From “The Age of Acceleration: An Interview with Martin Amis” by Scott Timberg for the LA Review of Books

American Poet Donald Hall, 89, Has Died

Poet Donald Hall, 89, has passed away. David Kirby has this in the New York Times obit:

“Hall has long been placed in the Frostian tradition of the plainspoken rural poet,” Billy Collins, another American poet laureate, wrote in The Washington Post in April 2006, two months before Mr. Hall himself was given the post.  . . . He was a staggeringly prolific writer who chose freelance work over teaching — a decision, as Mr. Collins put it, “to detach himself from academic life, with its slow but steady intravenous drip of a salary.”

Back in 2001, Hall called for a death to the death of poetry. Here’s how that essay begins.

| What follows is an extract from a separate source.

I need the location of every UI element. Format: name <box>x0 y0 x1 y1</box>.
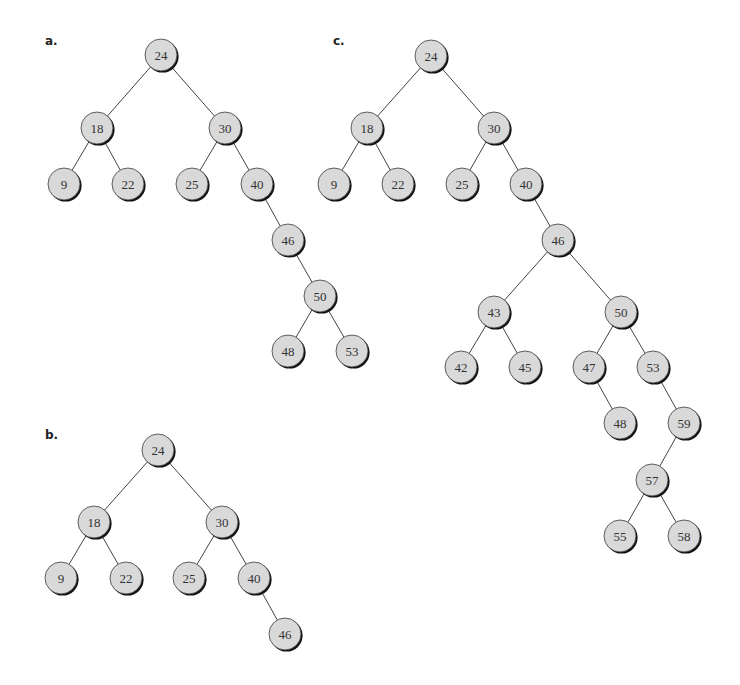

Some days, when you read the newspaper, it seems clear that the United States is a country devoted to poetry. You can delude yourself reading the sports pages. After finding two references to “poetry in motion,” apropos of figure skating and the Kentucky Derby, you read that a shortstop is the poet of his position and that sailboats raced under blue skies that were sheer poetry. On the funny pages, Zippy praises Zerbina’s outfit: “You’re a poem in polyester.” A funeral director, in an advertisement, muses on the necessity for poetry in our daily lives. It’s hard to figure out just what he’s talking about, but it becomes clear that this poetry has nothing to do with poems. It sounds more like taking naps.

Poetry, then, appears to be:

  1. a vacuous synonym for excellence or unconsciousness. What else is common to the public perception of poetry?

  2. It is universally agreed that no one reads it.

Trees & Draining Water

Here are two poems for you today. I’ll quote just to the first few lines.

“We’re Building Trees Again” by Philip Brooks

I’ve never been much of a salesman.
Though I skid on the dark turns, I don’t crash.

“Air & water” by Ernest Hilbert

The aquarium’s a bit emptier each day.
Along the glass, a crust grows cloudier
Toward the always-nearing bottom.

The Poet of Newcastle

Paddy McCann says, “My dream is to be a poet. I would love to do it full time.” Hear part of his poem on his home town recorded in his car last month. Good work, sir. May your voice find a large audience.